[CHAPTER VIII]
THE MAN IN THE GREEN COAT
Those present at this scene had listened and looked on from a distance without interruption, realizing that they had before them two powerful personalities. The principal of the royalist agency was the first to break the silence.
"Gentlemen," said he, "it is always a gain when two leaders, even when they are about to separate—the one to do battle in the east, the other on the west of France, and though they may never meet again—it is always something gained when they exchange fraternal pledges as the knights of the Middle Ages were wont to do. You are all witnesses of the oath which these two leaders, in a cause which is also our own, have taken. They are men who do more than they promise. One, however, must return to the Morbihan, to unite the movement there with our own. Let us, therefore, take leave of the general who has completed his work in Paris, and turn to our own which has begun well."
"Gentlemen," said the Chouan, "I would gladly offer to remain here and fight with you to-morrow or to-day, but I confess that I know little about street warfare. The war I am used to carrying on is in ditches, ravines, bushes, and thick forests. Here I should be but one more soldier—there a chieftain would be wanting; and, since Quiberon of mournful memory, there are but two of us, Mercier and I."
"Go, my dear general," said Morgan; "you are fortunate to be able to fight in the open with no fear lest a chimney fall upon your head. God bring me to you, or you to me again!"
The Chouan took leave of every one, and more tenderly of his new friend, perhaps, than of his old acquaintances. Then noiselessly and on foot, as if he were the least of the royalist officers, he gained the Barrière d'Orléans, while Danican, Lemaistre, and the young president of the Section Le Peletier laid their plans for the following day. As he departed, they all remarked: "He is a formidable fellow, that Cadoudal!"
About the same time that he whose incognito we have just betrayed was taking leave of Morgan and his companions, and was making his way to the Barrière d'Orléans, a group of those young men of whom we have already spoken crossed from the Rue de la Loi to the Rue Feydeau, shouting: "Down with the Convention! Down with the Two-thirds Men! Long live the Sections!"
At the corner they found themselves face to face with a patrol of patriot soldiers, on whom the last orders of the Convention enjoined the greatest severity against all nocturnal brawlers.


◆ WHAT IS NEEDED
Scan the entries line by line and return those with "group".

◆ DATA FOR THIS EXERCISE
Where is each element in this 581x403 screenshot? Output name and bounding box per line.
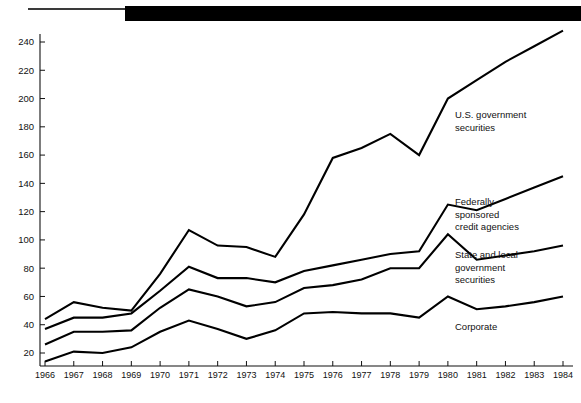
y-tick-label: 140 [18, 178, 34, 189]
x-tick-label: 1976 [323, 370, 343, 380]
y-tick-label: 120 [18, 206, 34, 217]
x-tick-label: 1968 [93, 370, 113, 380]
x-tick-label: 1983 [524, 370, 544, 380]
x-tick-label: 1974 [265, 370, 285, 380]
series-label-2: State and local [455, 249, 518, 260]
x-axis: 1966196719681969197019711972197319741975… [35, 361, 573, 380]
x-tick-label: 1977 [352, 370, 372, 380]
y-tick-label: 20 [23, 347, 34, 358]
x-tick-label: 1966 [35, 370, 55, 380]
x-tick-label: 1969 [121, 370, 141, 380]
series-label-0: securities [455, 122, 495, 133]
x-tick-label: 1972 [208, 370, 228, 380]
y-tick-label: 180 [18, 121, 34, 132]
y-tick-label: 80 [23, 263, 34, 274]
series-labels-group: U.S. governmentsecuritiesFederallysponso… [455, 109, 527, 332]
x-tick-label: 1981 [467, 370, 487, 380]
y-tick-label: 240 [18, 36, 34, 47]
x-tick-label: 1984 [553, 370, 573, 380]
x-tick-label: 1970 [150, 370, 170, 380]
y-tick-label: 200 [18, 93, 34, 104]
y-tick-label: 100 [18, 234, 34, 245]
y-tick-label: 40 [23, 319, 34, 330]
x-tick-label: 1978 [380, 370, 400, 380]
series-label-2: government [455, 262, 506, 273]
series-label-1: sponsored [455, 209, 499, 220]
series-label-2: securities [455, 274, 495, 285]
x-tick-label: 1973 [236, 370, 256, 380]
y-tick-label: 220 [18, 65, 34, 76]
x-tick-label: 1975 [294, 370, 314, 380]
x-tick-label: 1982 [495, 370, 515, 380]
x-tick-label: 1980 [438, 370, 458, 380]
series-label-3: Corporate [455, 321, 497, 332]
x-tick-label: 1967 [64, 370, 84, 380]
series-label-1: Federally [455, 196, 494, 207]
series-label-0: U.S. government [455, 109, 527, 120]
y-tick-label: 60 [23, 291, 34, 302]
series-label-1: credit agencies [455, 221, 519, 232]
y-tick-label: 160 [18, 149, 34, 160]
x-tick-label: 1979 [409, 370, 429, 380]
y-axis: 20406080100120140160180200220240 [18, 34, 45, 366]
x-tick-label: 1971 [179, 370, 199, 380]
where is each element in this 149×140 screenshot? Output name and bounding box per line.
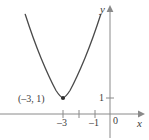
y-axis-arrowhead bbox=[107, 5, 114, 12]
x-tick-label-neg3: –3 bbox=[57, 118, 67, 128]
x-axis-label: x bbox=[137, 118, 142, 129]
graph-canvas bbox=[0, 0, 149, 140]
origin-label: 0 bbox=[113, 116, 118, 126]
parabola-curve bbox=[25, 14, 101, 98]
x-axis bbox=[0, 111, 145, 118]
vertex-coordinate-label: (–3, 1) bbox=[18, 94, 45, 104]
vertex-point-marker bbox=[61, 96, 65, 100]
y-tick-label-1: 1 bbox=[99, 93, 104, 103]
x-tick-label-neg1: –1 bbox=[89, 118, 99, 128]
y-axis-label: y bbox=[100, 4, 105, 15]
parabola-figure: y x 0 1 –3 –1 (–3, 1) bbox=[0, 0, 149, 140]
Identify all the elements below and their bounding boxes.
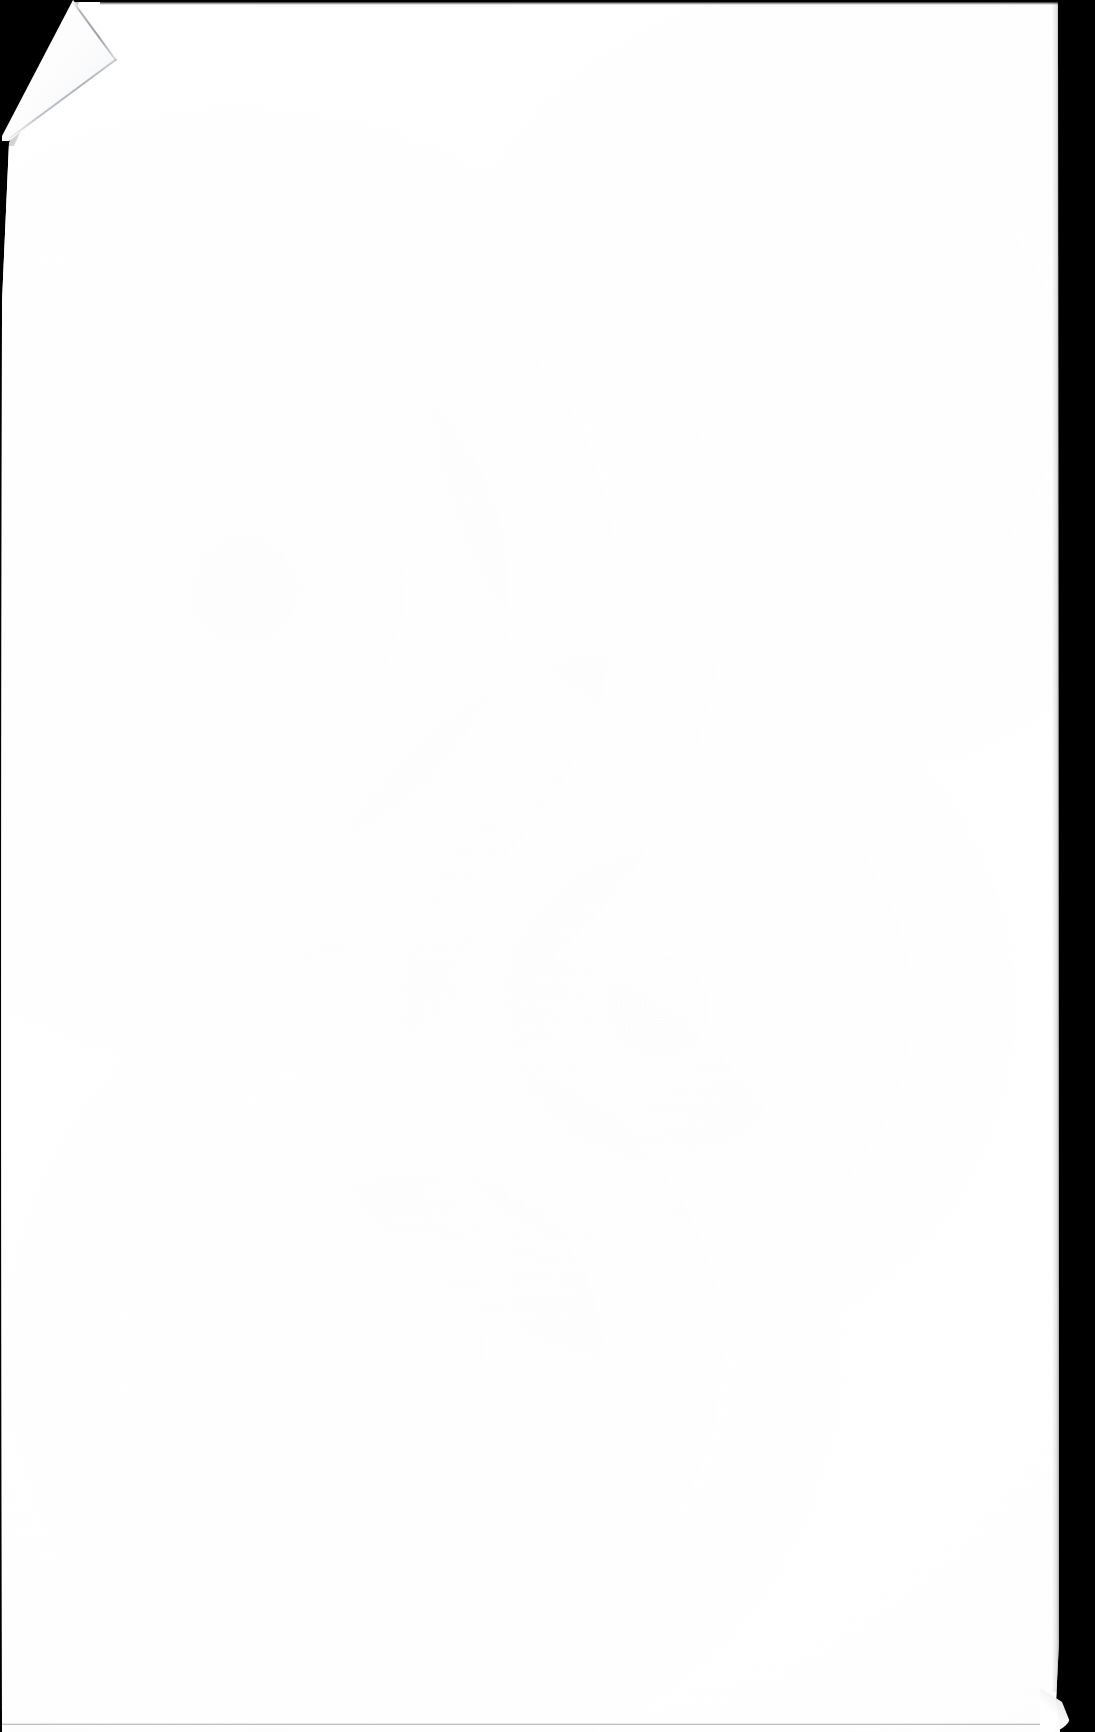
scanned-page-canvas (0, 0, 1095, 1732)
paper-sheet (0, 2, 1060, 1732)
page-top-edge-line (100, 2, 1058, 5)
page-bottom-edge-line (2, 1723, 1054, 1725)
page-right-edge-shadow (1052, 2, 1060, 1692)
page-content-area (120, 152, 1000, 1642)
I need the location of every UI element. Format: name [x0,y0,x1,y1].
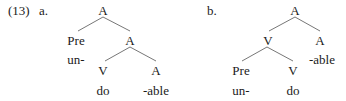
tree-a-do: do [97,84,110,97]
tree-b-able: -able [309,53,335,66]
tree-a-a: A [125,34,134,47]
tree-a-a2: A [151,64,160,77]
tree-a-pre: Pre [67,34,84,47]
tree-b-label: b. [207,4,217,17]
tree-a-un: un- [67,53,84,66]
tree-b-root: A [290,4,299,17]
tree-b-un: un- [232,84,249,97]
tree-a-v: V [98,64,107,77]
example-number: (13) [8,4,30,17]
tree-a-label: a. [39,4,48,17]
tree-b-v2: V [288,64,297,77]
tree-b-do: do [287,84,300,97]
tree-b-pre: Pre [232,64,249,77]
tree-b-v: V [263,34,272,47]
tree-a-able: -able [143,84,169,97]
tree-a-root: A [98,4,107,17]
tree-b-a: A [315,34,324,47]
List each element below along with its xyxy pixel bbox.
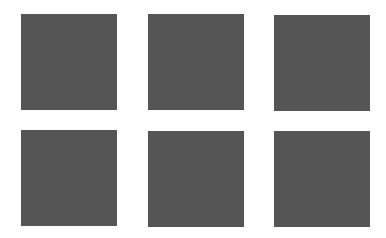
maze-1 bbox=[21, 14, 117, 110]
maze-5 bbox=[148, 131, 244, 227]
maze-3-svg bbox=[274, 15, 370, 111]
maze-6 bbox=[274, 131, 370, 227]
maze-4 bbox=[21, 130, 117, 226]
maze-6-svg bbox=[274, 131, 370, 227]
maze-1-svg bbox=[21, 14, 117, 110]
maze-5-svg bbox=[148, 131, 244, 227]
maze-2 bbox=[148, 14, 244, 110]
maze-4-svg bbox=[21, 130, 117, 226]
maze-2-svg bbox=[148, 14, 244, 110]
maze-3 bbox=[274, 15, 370, 111]
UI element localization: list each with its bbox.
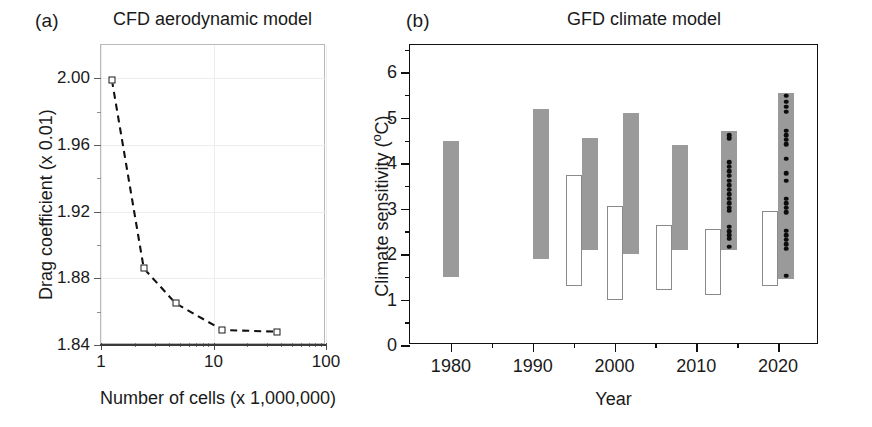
panel-b-y-tick-label: 6 bbox=[387, 62, 397, 83]
panel-b-data-dot bbox=[784, 100, 789, 105]
panel-a-data-point bbox=[274, 328, 281, 335]
panel-b-title: GFD climate model bbox=[426, 9, 862, 30]
panel-a-x-tick-label: 100 bbox=[312, 352, 340, 372]
panel-b-data-dot bbox=[727, 245, 732, 250]
panel-a-y-tick bbox=[94, 78, 101, 79]
panel-a-x-tick-label: 10 bbox=[204, 352, 223, 372]
panel-b-x-tick-label: 2010 bbox=[676, 356, 716, 377]
panel-b-data-dot bbox=[784, 110, 789, 115]
panel-a-gridline-v bbox=[326, 45, 327, 345]
panel-b-bar bbox=[623, 113, 639, 254]
panel-b-data-dot bbox=[784, 105, 789, 110]
panel-b-bar bbox=[656, 225, 672, 291]
panel-b-y-tick bbox=[401, 72, 410, 74]
panel-b-plot-area: 0123456 19801990200020102020 bbox=[409, 44, 818, 344]
panel-a-data-line bbox=[101, 45, 326, 345]
panel-b-bar bbox=[705, 229, 721, 295]
panel-b-y-tick-label: 2 bbox=[387, 244, 397, 265]
panel-a-y-tick-label: 1.92 bbox=[57, 202, 90, 222]
panel-b-y-tick-label: 3 bbox=[387, 198, 397, 219]
panel-b-x-tick-label: 2020 bbox=[758, 356, 798, 377]
panel-b-x-tick-label: 1990 bbox=[513, 356, 553, 377]
panel-b-data-dot bbox=[784, 94, 789, 99]
panel-a-x-tick bbox=[326, 343, 327, 350]
panel-b-gfd-climate-model: (b) GFD climate model Climate sensitivit… bbox=[436, 0, 872, 427]
panel-b-y-tick bbox=[401, 163, 410, 165]
panel-b-y-tick-minor bbox=[405, 277, 410, 278]
panel-a-y-tick bbox=[94, 278, 101, 279]
panel-a-x-tick-label: 1 bbox=[96, 352, 105, 372]
panel-b-y-tick-minor bbox=[405, 50, 410, 51]
panel-b-y-tick-label: 5 bbox=[387, 107, 397, 128]
panel-b-x-tick bbox=[778, 343, 780, 352]
panel-b-data-dot bbox=[784, 178, 789, 183]
panel-b-y-tick-minor bbox=[405, 95, 410, 96]
panel-a-data-point bbox=[172, 300, 179, 307]
panel-b-y-tick bbox=[401, 345, 410, 347]
panel-b-x-axis-title: Year bbox=[409, 389, 818, 410]
panel-b-x-tick-label: 2000 bbox=[594, 356, 634, 377]
panel-b-data-dot bbox=[727, 209, 732, 214]
panel-b-bar bbox=[566, 175, 582, 286]
panel-b-bar bbox=[607, 206, 623, 299]
panel-b-y-tick-minor bbox=[405, 186, 410, 187]
panel-b-x-tick bbox=[615, 343, 617, 352]
panel-b-data-dot bbox=[784, 246, 789, 251]
panel-b-y-tick bbox=[401, 209, 410, 211]
panel-b-x-tick bbox=[533, 343, 535, 352]
panel-b-bar bbox=[778, 93, 794, 279]
panel-b-data-dot bbox=[727, 136, 732, 141]
panel-b-y-tick bbox=[401, 118, 410, 120]
panel-a-data-point bbox=[140, 265, 147, 272]
panel-b-y-tick bbox=[401, 300, 410, 302]
panel-b-x-tick-minor bbox=[737, 343, 739, 348]
panel-a-y-tick bbox=[94, 212, 101, 213]
panel-a-plot-area: 1.841.881.921.962.00 110100 bbox=[100, 44, 325, 344]
panel-a-letter: (a) bbox=[35, 10, 59, 32]
panel-a-y-axis-title: Drag coefficient (x 0.01) bbox=[36, 55, 57, 355]
panel-a-x-axis-title: Number of cells (x 1,000,000) bbox=[0, 388, 436, 409]
panel-a-y-tick bbox=[94, 145, 101, 146]
panel-b-x-tick-minor bbox=[492, 343, 494, 348]
panel-b-data-dot bbox=[784, 210, 789, 215]
panel-b-bar bbox=[533, 109, 549, 259]
panel-b-y-tick bbox=[401, 254, 410, 256]
panel-b-x-tick-minor bbox=[655, 343, 657, 348]
panel-b-data-dot bbox=[784, 274, 789, 279]
panel-b-degree-superscript: o bbox=[369, 134, 384, 141]
panel-b-y-tick-minor bbox=[405, 141, 410, 142]
panel-b-x-tick-label: 1980 bbox=[431, 356, 471, 377]
panel-b-data-dot bbox=[784, 142, 789, 147]
panel-b-bar bbox=[582, 138, 598, 249]
panel-b-data-dot bbox=[727, 236, 732, 241]
panel-b-y-tick-minor bbox=[405, 231, 410, 232]
panel-b-data-dot bbox=[784, 171, 789, 176]
panel-a-y-tick-label: 1.84 bbox=[57, 335, 90, 355]
panel-a-title: CFD aerodynamic model bbox=[95, 9, 330, 30]
figure-canvas: (a) CFD aerodynamic model Drag coefficie… bbox=[0, 0, 872, 427]
panel-b-x-tick-minor bbox=[574, 343, 576, 348]
panel-b-x-tick bbox=[696, 343, 698, 352]
panel-b-bar bbox=[672, 145, 688, 250]
panel-b-y-tick-minor bbox=[405, 322, 410, 323]
panel-a-y-tick-label: 1.88 bbox=[57, 268, 90, 288]
panel-a-y-tick-label: 2.00 bbox=[57, 68, 90, 88]
panel-a-y-tick-label: 1.96 bbox=[57, 135, 90, 155]
panel-a-data-point bbox=[108, 77, 115, 84]
panel-b-bar bbox=[443, 141, 459, 277]
panel-b-y-tick-label: 0 bbox=[387, 335, 397, 356]
panel-b-data-dot bbox=[784, 156, 789, 161]
panel-b-x-tick bbox=[451, 343, 453, 352]
panel-b-y-tick-label: 1 bbox=[387, 289, 397, 310]
panel-b-y-tick-label: 4 bbox=[387, 153, 397, 174]
panel-a-x-axis-line bbox=[100, 344, 326, 346]
panel-b-bar bbox=[762, 211, 778, 286]
panel-a-data-point bbox=[219, 327, 226, 334]
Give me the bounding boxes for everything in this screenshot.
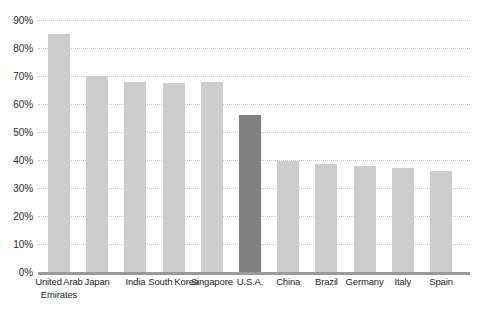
bar-u-s-a[interactable] [239, 115, 261, 272]
y-axis-tick-label: 40% [0, 155, 33, 166]
bar-germany[interactable] [354, 166, 376, 272]
y-axis-tick-label: 20% [0, 211, 33, 222]
bar-spain[interactable] [430, 171, 452, 272]
y-axis-tick-label: 50% [0, 127, 33, 138]
bars-group [38, 0, 470, 272]
bar-united-arab-emirates[interactable] [48, 34, 70, 272]
x-axis-baseline [38, 272, 470, 275]
y-axis-tick-label: 30% [0, 183, 33, 194]
y-axis-tick-label: 0% [0, 267, 33, 278]
y-axis-tick-label: 90% [0, 15, 33, 26]
bar-chart: 0%10%20%30%40%50%60%70%80%90% United Ara… [0, 0, 489, 334]
category-label: Spain [414, 276, 468, 289]
y-axis-tick-label: 60% [0, 99, 33, 110]
bar-singapore[interactable] [201, 82, 223, 272]
bar-india[interactable] [124, 82, 146, 272]
bar-china[interactable] [277, 161, 299, 272]
x-axis-category-labels: United Arab EmiratesJapanIndiaSouth Kore… [38, 276, 478, 334]
bar-south-korea[interactable] [163, 83, 185, 272]
y-axis-tick-label: 70% [0, 71, 33, 82]
y-axis-tick-label: 80% [0, 43, 33, 54]
y-axis-tick-label: 10% [0, 239, 33, 250]
bar-brazil[interactable] [315, 164, 337, 272]
bar-italy[interactable] [392, 168, 414, 272]
bar-japan[interactable] [86, 76, 108, 272]
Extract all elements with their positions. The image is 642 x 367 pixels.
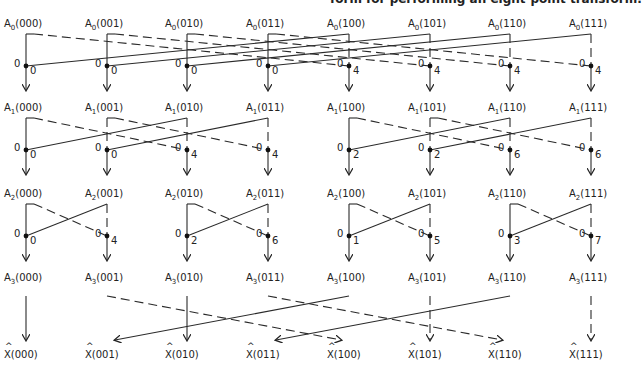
- node-label-A2-110: A2(110): [488, 188, 526, 202]
- weight-left: 0: [175, 228, 181, 239]
- weight-right: 4: [272, 149, 278, 160]
- weight-right: 4: [111, 235, 117, 246]
- weight-right: 2: [434, 149, 440, 160]
- node-dot: [589, 148, 594, 153]
- weight-left: 0: [418, 142, 424, 153]
- weight-right: 4: [514, 65, 520, 76]
- weight-left: 0: [95, 228, 101, 239]
- node-dot: [185, 64, 190, 69]
- weight-left: 0: [256, 142, 262, 153]
- node-label-A0-100: A0(100): [327, 18, 365, 32]
- node-dot: [24, 64, 29, 69]
- weight-right: 6: [595, 149, 601, 160]
- node-dot: [508, 234, 513, 239]
- weight-right: 0: [30, 65, 36, 76]
- node-dot: [347, 234, 352, 239]
- weight-right: 0: [30, 149, 36, 160]
- node-dot: [589, 64, 594, 69]
- weight-left: 0: [337, 142, 343, 153]
- node-label-A1-010: A1(010): [165, 102, 203, 116]
- node-dot: [347, 64, 352, 69]
- node-label-A1-001: A1(001): [85, 102, 123, 116]
- node-label-A0-010: A0(010): [165, 18, 203, 32]
- node-label-A1-000: A1(000): [4, 102, 42, 116]
- weight-left: 0: [337, 228, 343, 239]
- node-label-A1-011: A1(011): [246, 102, 284, 116]
- node-dot: [105, 234, 110, 239]
- node-label-A2-000: A2(000): [4, 188, 42, 202]
- output-label-101: ^X(101): [408, 349, 442, 360]
- weight-left: 0: [175, 142, 181, 153]
- weight-left: 0: [95, 142, 101, 153]
- node-dot: [185, 234, 190, 239]
- weight-right: 0: [111, 65, 117, 76]
- node-label-A3-100: A3(100): [327, 272, 365, 286]
- weight-right: 0: [272, 65, 278, 76]
- node-label-A3-110: A3(110): [488, 272, 526, 286]
- weight-left: 0: [256, 228, 262, 239]
- node-dot: [347, 148, 352, 153]
- weight-left: 0: [498, 142, 504, 153]
- node-dot: [185, 148, 190, 153]
- node-dot: [105, 64, 110, 69]
- node-label-A2-011: A2(011): [246, 188, 284, 202]
- weight-right: 2: [353, 149, 359, 160]
- node-label-A0-001: A0(001): [85, 18, 123, 32]
- weight-right: 7: [595, 235, 601, 246]
- node-label-A0-110: A0(110): [488, 18, 526, 32]
- node-dot: [266, 148, 271, 153]
- weight-left: 0: [95, 58, 101, 69]
- weight-left: 0: [579, 228, 585, 239]
- node-dot: [428, 64, 433, 69]
- output-label-000: ^X(000): [4, 349, 38, 360]
- node-label-A2-101: A2(101): [408, 188, 446, 202]
- node-label-A1-100: A1(100): [327, 102, 365, 116]
- node-label-A1-111: A1(111): [569, 102, 607, 116]
- node-label-A2-100: A2(100): [327, 188, 365, 202]
- weight-right: 0: [30, 235, 36, 246]
- node-dot: [24, 148, 29, 153]
- node-label-A0-111: A0(111): [569, 18, 607, 32]
- weight-left: 0: [418, 228, 424, 239]
- weight-left: 0: [14, 228, 20, 239]
- weight-left: 0: [579, 58, 585, 69]
- node-label-A3-010: A3(010): [165, 272, 203, 286]
- node-label-A2-001: A2(001): [85, 188, 123, 202]
- weight-left: 0: [498, 58, 504, 69]
- node-dot: [266, 234, 271, 239]
- weight-right: 4: [595, 65, 601, 76]
- node-dot: [428, 148, 433, 153]
- weight-right: 2: [191, 235, 197, 246]
- weight-left: 0: [175, 58, 181, 69]
- weight-right: 6: [514, 149, 520, 160]
- node-label-A0-011: A0(011): [246, 18, 284, 32]
- weight-left: 0: [256, 58, 262, 69]
- weight-right: 4: [191, 149, 197, 160]
- node-label-A2-010: A2(010): [165, 188, 203, 202]
- weight-right: 4: [353, 65, 359, 76]
- node-label-A0-000: A0(000): [4, 18, 42, 32]
- weight-left: 0: [498, 228, 504, 239]
- weight-right: 3: [514, 235, 520, 246]
- weight-left: 0: [337, 58, 343, 69]
- weight-right: 0: [111, 149, 117, 160]
- node-dot: [266, 64, 271, 69]
- node-label-A3-011: A3(011): [246, 272, 284, 286]
- node-label-A1-110: A1(110): [488, 102, 526, 116]
- weight-right: 4: [434, 65, 440, 76]
- weight-right: 0: [191, 65, 197, 76]
- weight-right: 1: [353, 235, 359, 246]
- node-dot: [508, 148, 513, 153]
- reversal-cross: [107, 296, 341, 340]
- node-label-A3-001: A3(001): [85, 272, 123, 286]
- weight-left: 0: [14, 58, 20, 69]
- output-label-001: ^X(001): [85, 349, 119, 360]
- node-label-A3-000: A3(000): [4, 272, 42, 286]
- node-label-A0-101: A0(101): [408, 18, 446, 32]
- weight-left: 0: [579, 142, 585, 153]
- output-label-010: ^X(010): [165, 349, 199, 360]
- weight-right: 6: [272, 235, 278, 246]
- weight-right: 5: [434, 235, 440, 246]
- node-dot: [105, 148, 110, 153]
- node-dot: [589, 234, 594, 239]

◆ ANSWER BOX
series-labels-group: U.S. governmentsecuritiesFederallysponso… [455, 109, 527, 332]
bars-group [38, 0, 470, 272]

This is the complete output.